Problem statement = Find the line holding "Image resolution: width=330" in the entries below. Give it again exactly, along with every line after it up to and including the line holding "Task: Click on the Buy Now".

Supplied material =
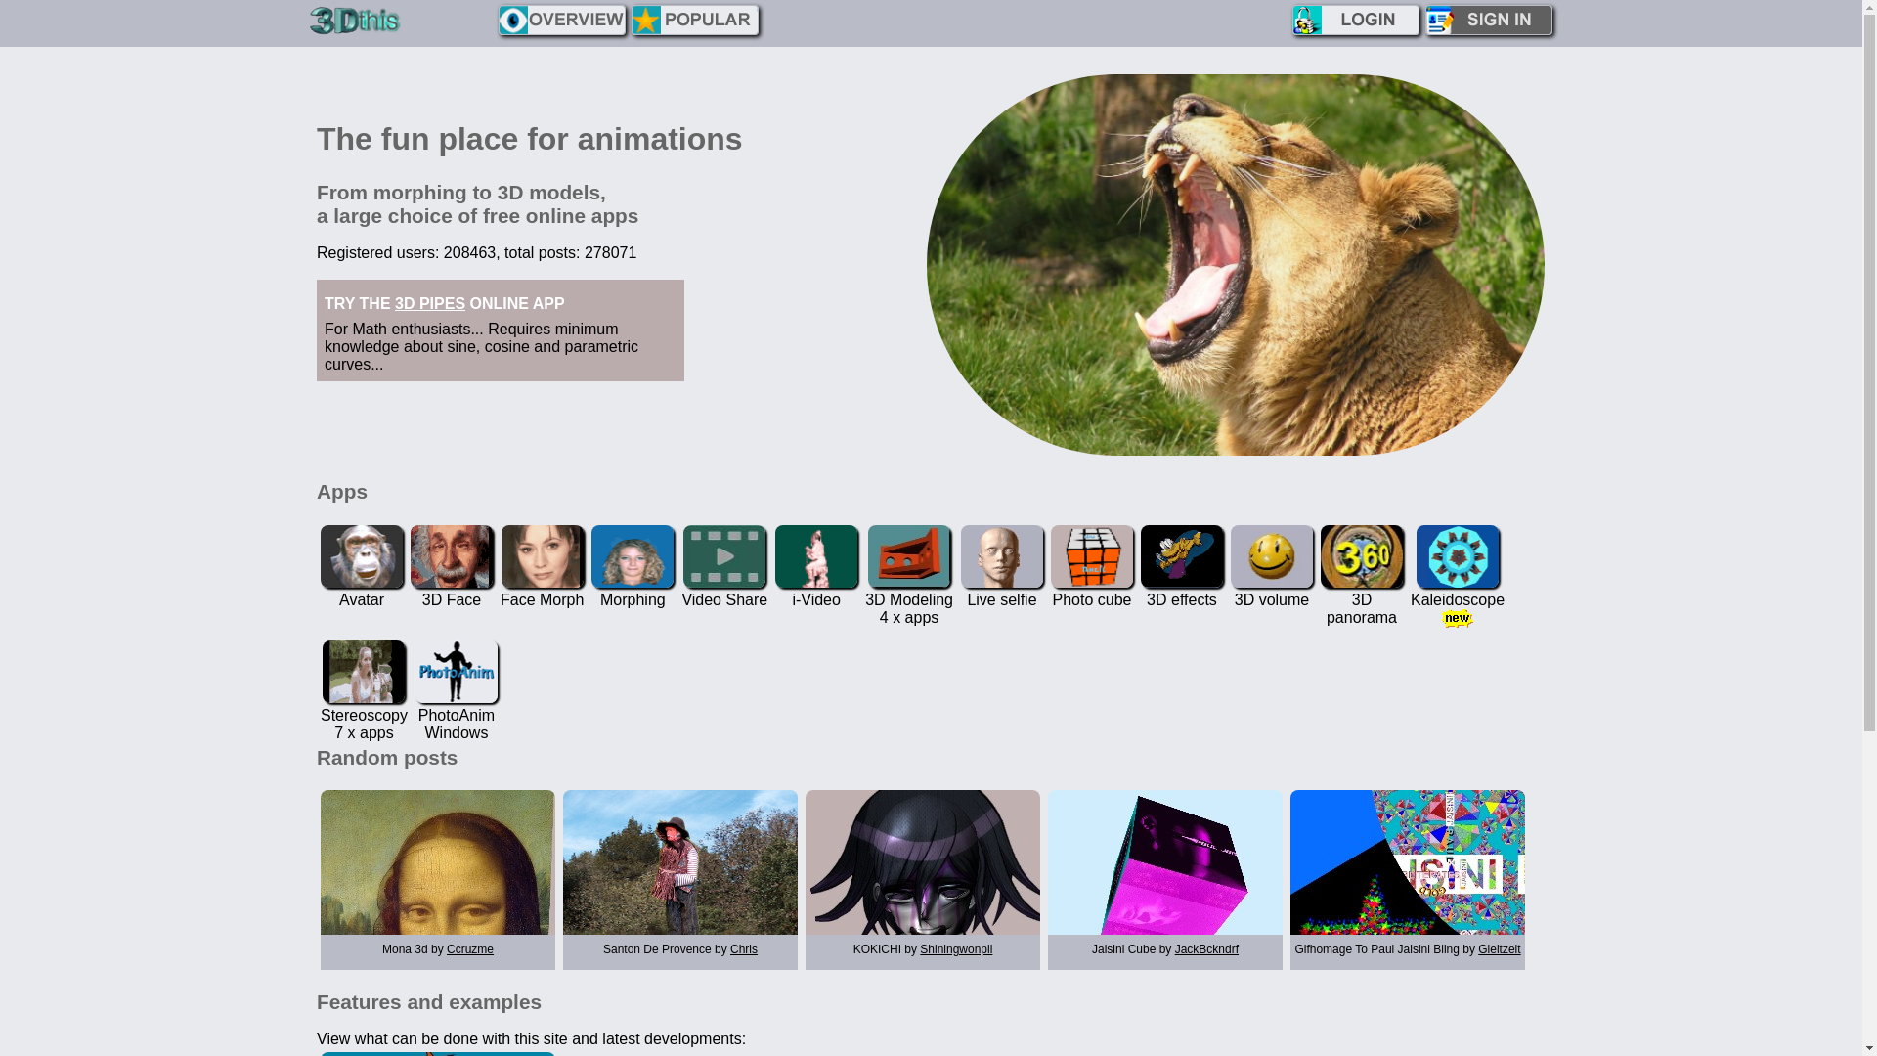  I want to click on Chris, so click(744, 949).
* * *
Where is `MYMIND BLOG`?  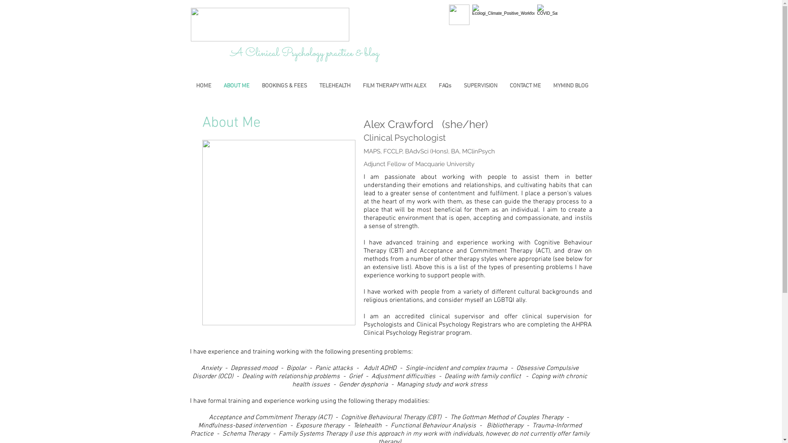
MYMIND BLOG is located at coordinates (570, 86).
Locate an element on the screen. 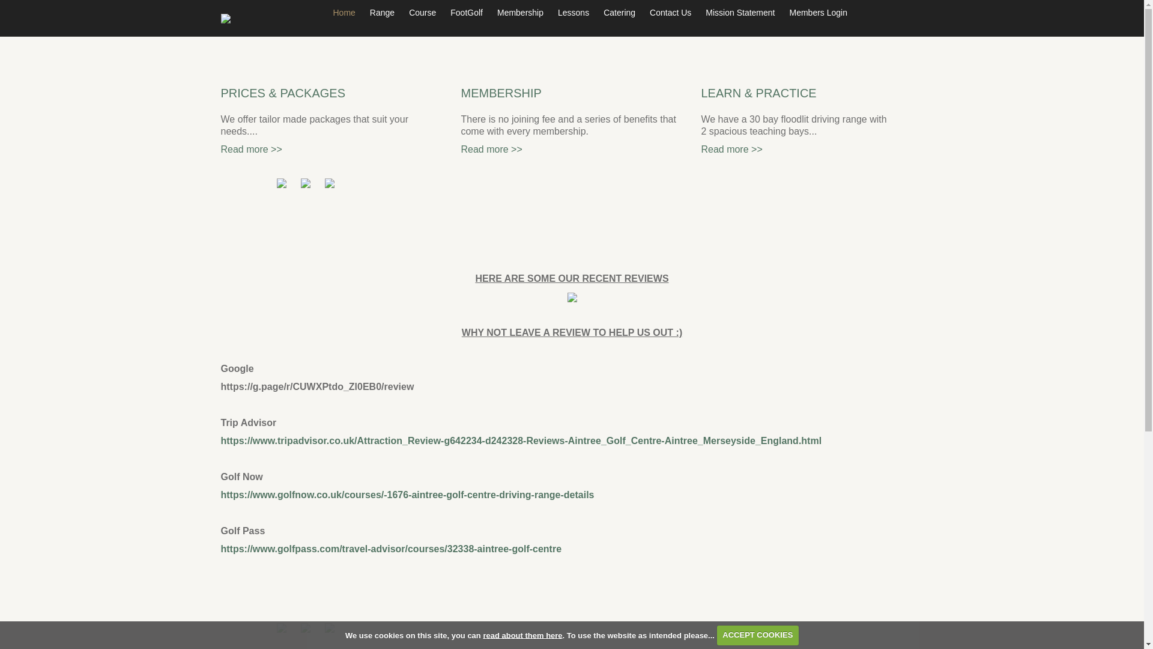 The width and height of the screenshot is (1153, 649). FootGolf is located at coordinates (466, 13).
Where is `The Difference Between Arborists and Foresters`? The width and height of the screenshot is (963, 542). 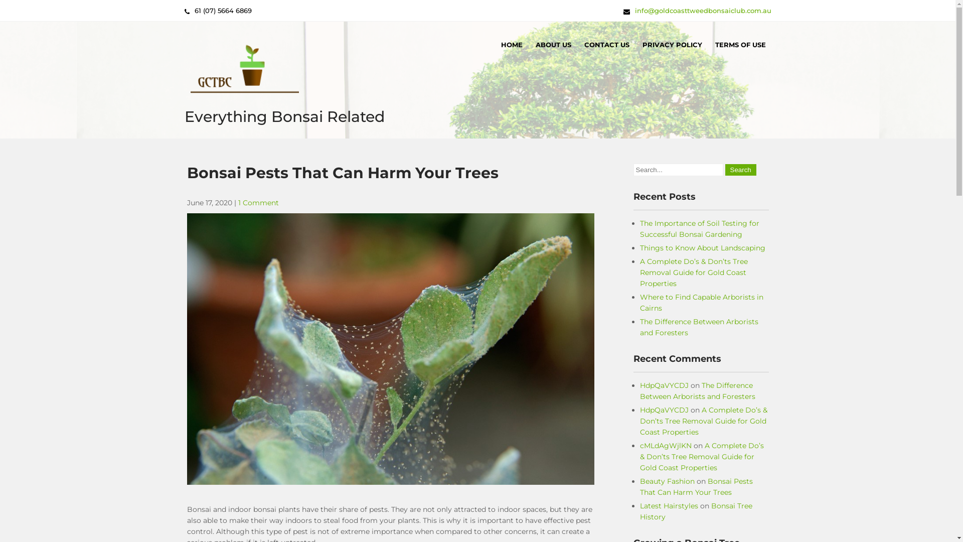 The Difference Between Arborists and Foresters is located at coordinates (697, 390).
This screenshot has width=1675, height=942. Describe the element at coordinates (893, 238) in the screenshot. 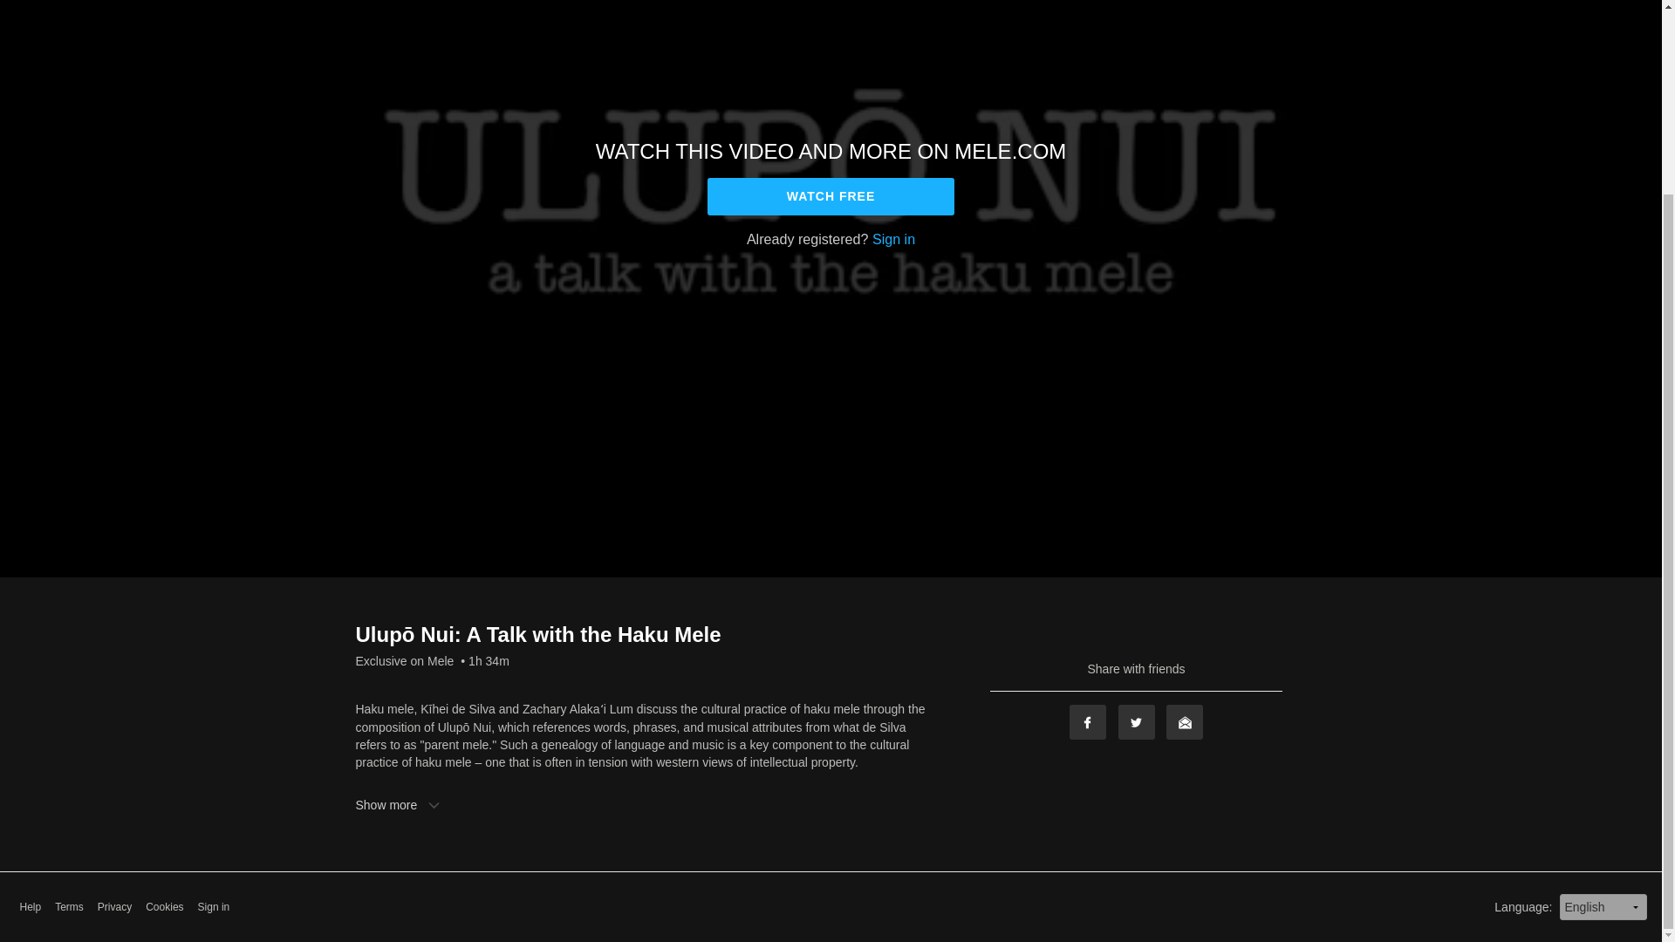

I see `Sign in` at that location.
==
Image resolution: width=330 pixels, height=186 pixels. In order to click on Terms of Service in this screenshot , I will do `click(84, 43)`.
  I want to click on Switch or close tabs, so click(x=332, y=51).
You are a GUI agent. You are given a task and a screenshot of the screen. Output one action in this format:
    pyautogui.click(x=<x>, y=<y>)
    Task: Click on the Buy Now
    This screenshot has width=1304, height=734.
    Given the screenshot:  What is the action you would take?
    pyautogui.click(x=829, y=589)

The answer =
Image resolution: width=330 pixels, height=186 pixels. In order to click on Terms of Service in this screenshot , I will do `click(84, 43)`.
  I want to click on Switch or close tabs, so click(x=332, y=51).
You are a GUI agent. You are given a task and a screenshot of the screen. Output one action in this format:
    pyautogui.click(x=<x>, y=<y>)
    Task: Click on the Buy Now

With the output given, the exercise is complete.